Center for Strategic Communication

ASPEN, Colorado — There have been assassinations, explosions, acts of sabotage, and cyberattack. But the increasingly violent shadow war between the U.S., Israel, Iran, and its allies haven’t hit targets on American soil — yet. That could change before too long, the administration’s current and former top analysts of terror threats warned.

“We’re seeing a general uptick in the level of activity around the world. Both Hezbollah and the [Iranian] Quods Force have demonstrated an ability to operate essentially globally,” Matt Olsen, director of the National Counterterrorism Center, told an audience of more than a hundred security professionals gathered here on Thursday.

“There are times when we are briefing the White House [on terror threats that] at the top of the list are Hezbollah or Iran,” Olsen added. The al-Qaeda network of Sunni extremists is still America’s undisputed Public Enemy #1. But for the first time in a long time, there’s competition, at least week-to-week.

The signs of escalating tension with Iran are everywhere: the sizable American armada building off of Iran’s shores; the American accusation that Iran tried to kill the Saudi ambassador to the U.S.; the deaths of Iranian nuclear scientists, widely blamed on the Israelis; and, of course, last week’s bombing in Bulgaria, which U.S. and Israeli officials have pinned on Hezbollah, the Shi’ite militant group backed by Iran.

“This is a hot war that has gotten hotter,” Michael Leiter, Olsen’s predecessor at the NCTC, told the Aspen Security Forum. “The Iranians have considered this a shooting war for some time.”

And with no agreement is sight over Iran’s nuclear program, those skirmishes will undoubtedly continue. For now, though, America is safe from any direct attack from Tehran or its allies. Even the expected blowback from the U.S.-Israeli campaign of online sabotage against Iran hasn’t arrived.

When Stuxnet — the Washington-directed worm that took out more than a thousand centrifuges at the Natanz enrichment facility — was discovered in June of 2010, there was widespread speculation that elements of the cyberweapon would be pointed back at U.S. infrastructure. That speculation only increased last month when American officials admitted that Stuxnet had been part of a White House-led cyberespionage campaign.

So far, however, there’s been no blowback, according to National Security Agency director Gen. Keith Alexander. “I don’t see the correlation there at all,” he said. “I don’t see anything that goes to Stuxnet or anything like that.”

Yes, critical infrastructure companies have reported a 17-fold increase in attacks on their networks. But while Stuxnet used several first-of-their-kind exploits to access the industrial controls at Natanz, these are attacks or much simpler: denial-of-service strikes or exploits against known weaknesses in an operating system. Alexander said that the attackers are more-or-less evenly divided between nation-states and criminal hackers.

Alexander was preceded at the forum (where, full disclosure, I’m serving as a panel moderator) by former Director of National Intelligence Adm. Dennis Blair. He caused a stir at last year’s even when he essentially called for the Obama administration to put a halt to the drone war in places like Pakistan.

On Thursday, Blair was arguably even more incendiary. First, he called for tearing up the laws that govern America’s deniable, so-called “covert actions” like the attack on Osama’s bin Laden’s compound.

“There are ungoverned areas of the world in which the United States needs to take action. And this action should be secret but it should not be deniable. The raid that we heard about for Osama bin Laden was done under covert action authorities. If there was any action in the history of the United States that was not going to be denied, that was it,” he said. “The entire concept for covert action should be revisited and we should have new legislation to authorize it.”

Then Blair called into question whether these covert actions were really amounting to much.

“We don’t have a strategy” for fighting terror or for defeating al-Qaeda, the nation’s former top intelligence official said. The Obama administration has carried out all kinds of raids and robotic attacks on suspected terrorists. But it’s a global game of whack-a-mole — something to “keep you busy,” in Blair’s words — with no attempt to reinforce societies that make al-Qaeda an unattractive ideology.

“Our long-term goal of getting out this business of flinging away at terrorists around the world is very clear in front of us. That is a strategic thought,” added Blair. “Not how did you do against Abu-bin-so-and-so.”

Blair was a lonely voice when he served in the Obama administration. And on Thursday, he didn’t get much support here in Aspen. Instead, the government officials, defense contractors, and policy-makers gathered here were more interested in looking for new threats — rather than evaluating our whole system for considering dangers.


* [Task to carry out]: Skip every picture, and copy exactly the lines from the one containing "Describe the element" to the end of the data.

========================================

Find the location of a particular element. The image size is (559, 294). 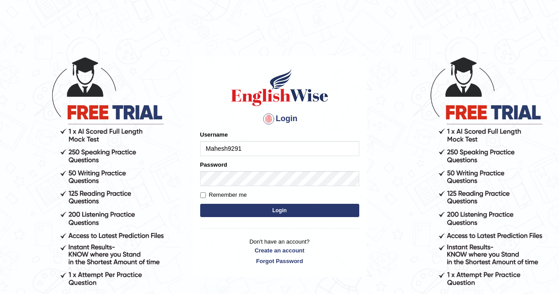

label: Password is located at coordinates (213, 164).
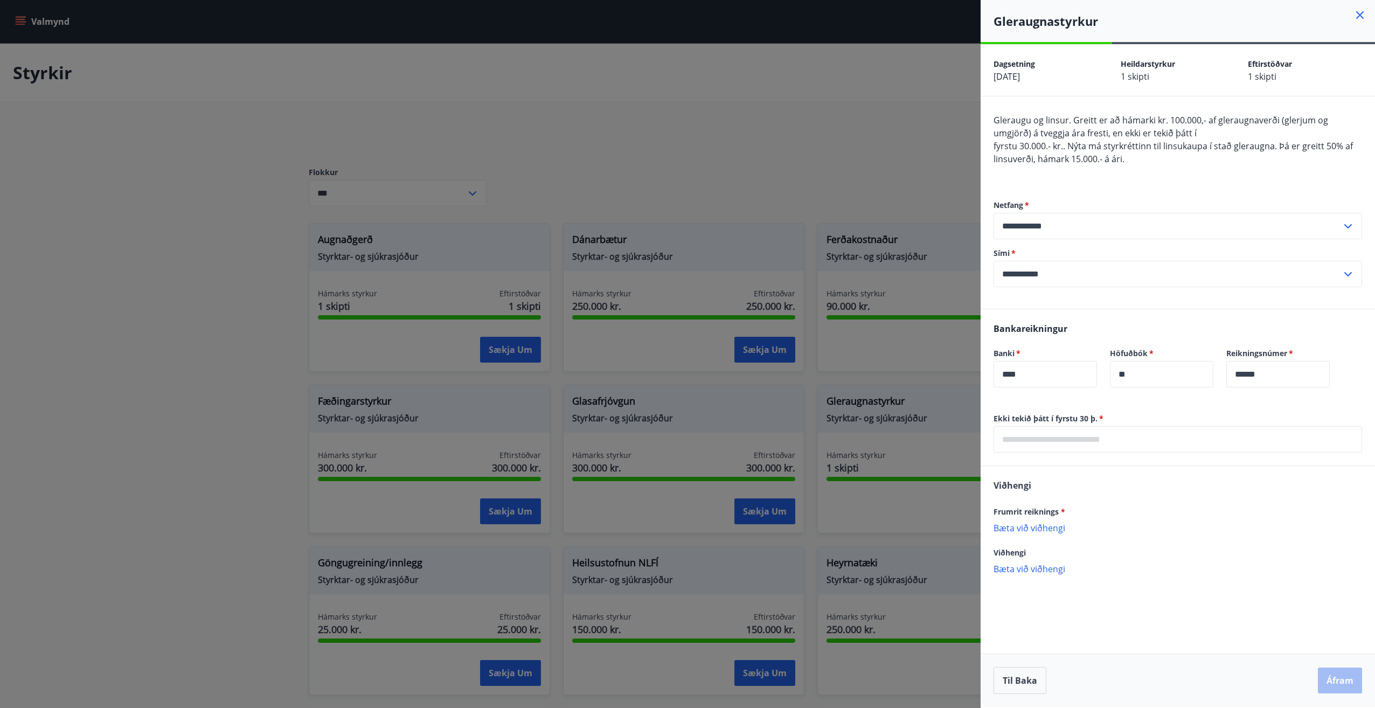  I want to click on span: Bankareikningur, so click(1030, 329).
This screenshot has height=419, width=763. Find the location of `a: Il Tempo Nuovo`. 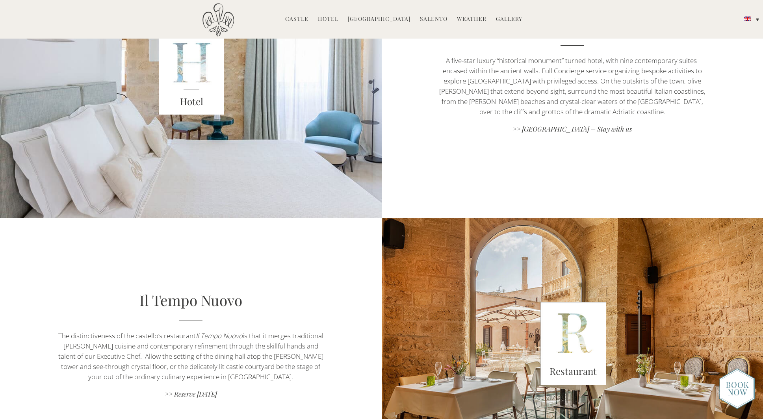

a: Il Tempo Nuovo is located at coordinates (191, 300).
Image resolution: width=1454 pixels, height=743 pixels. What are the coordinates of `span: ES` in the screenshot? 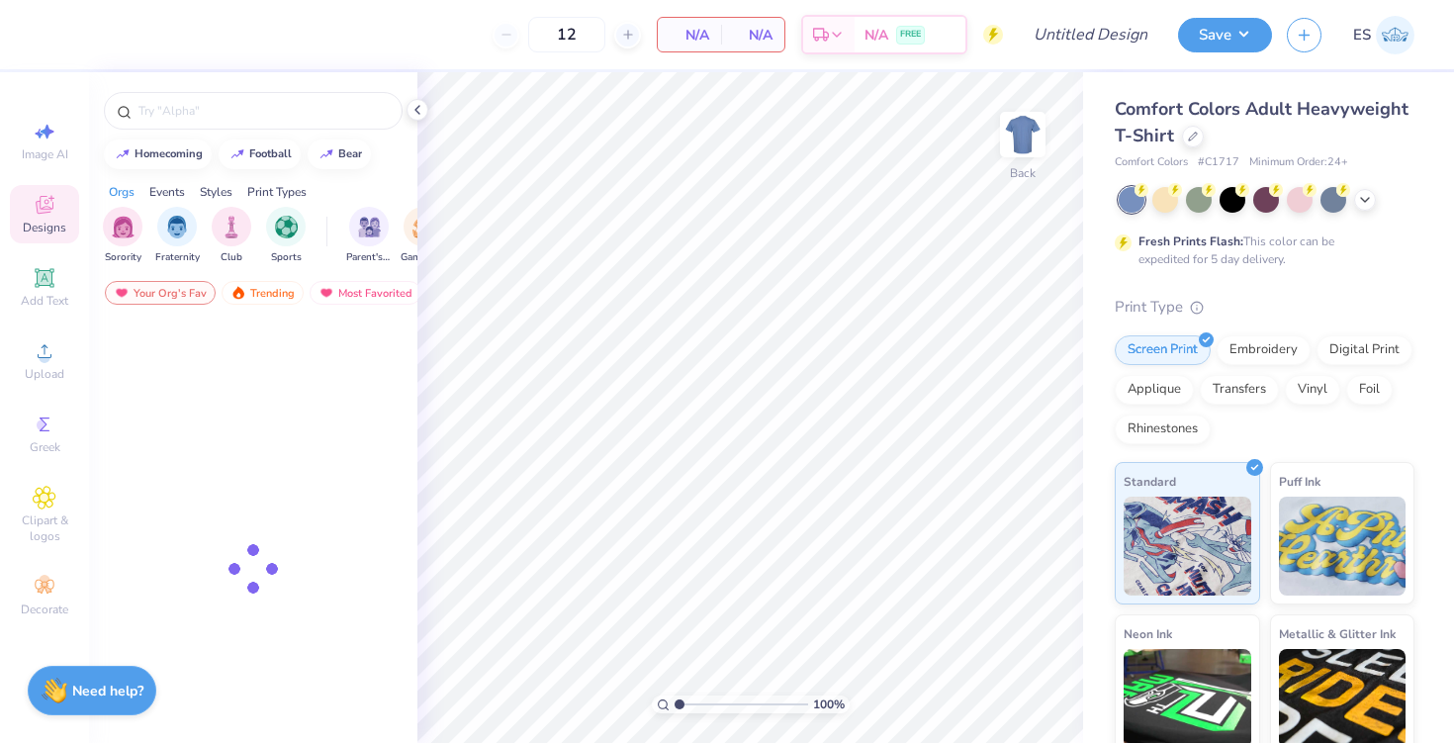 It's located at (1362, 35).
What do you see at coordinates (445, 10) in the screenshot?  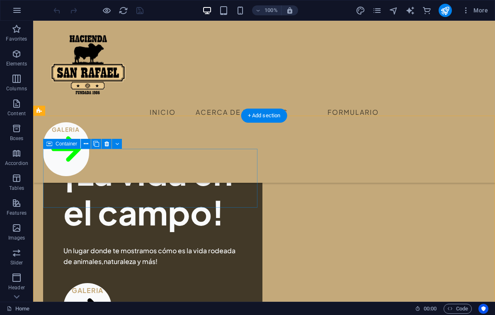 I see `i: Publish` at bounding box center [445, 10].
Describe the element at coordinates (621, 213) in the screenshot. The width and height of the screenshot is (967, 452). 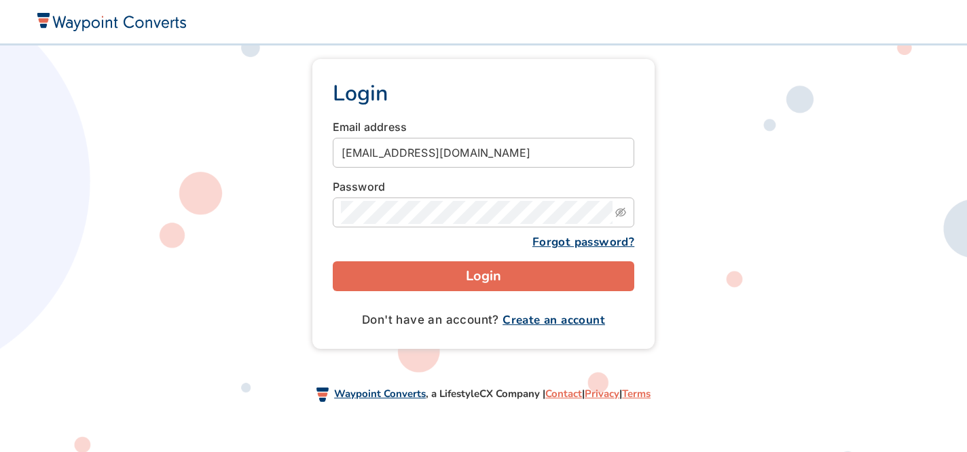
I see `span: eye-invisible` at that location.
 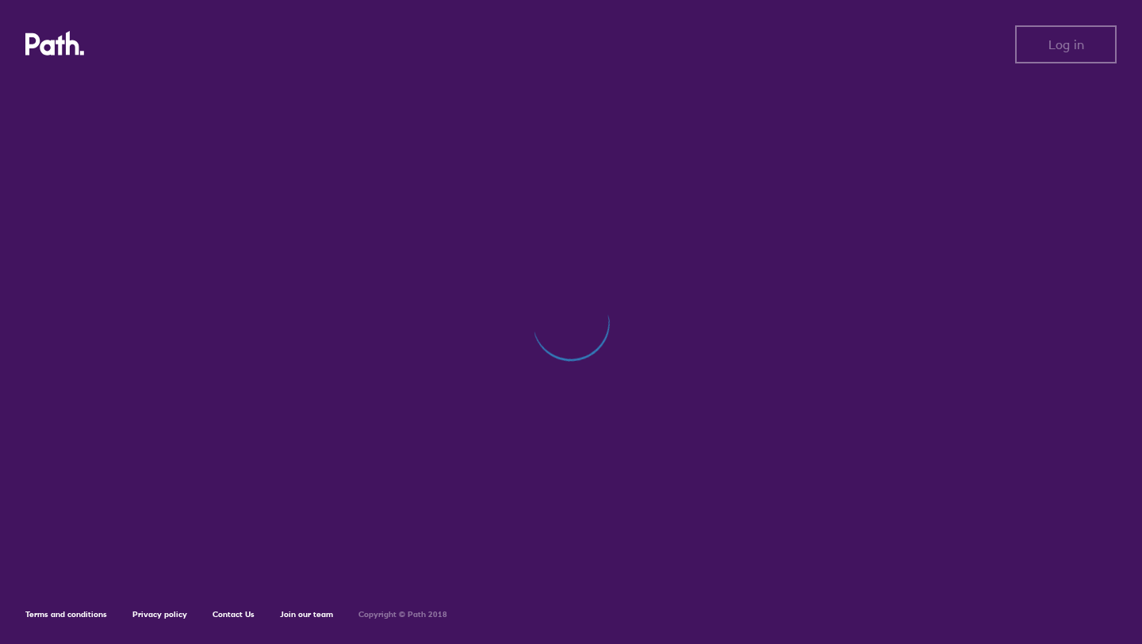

========================================

* [The completed task]:
Describe the element at coordinates (621, 213) in the screenshot. The width and height of the screenshot is (967, 452). 
I see `span: eye-invisible` at that location.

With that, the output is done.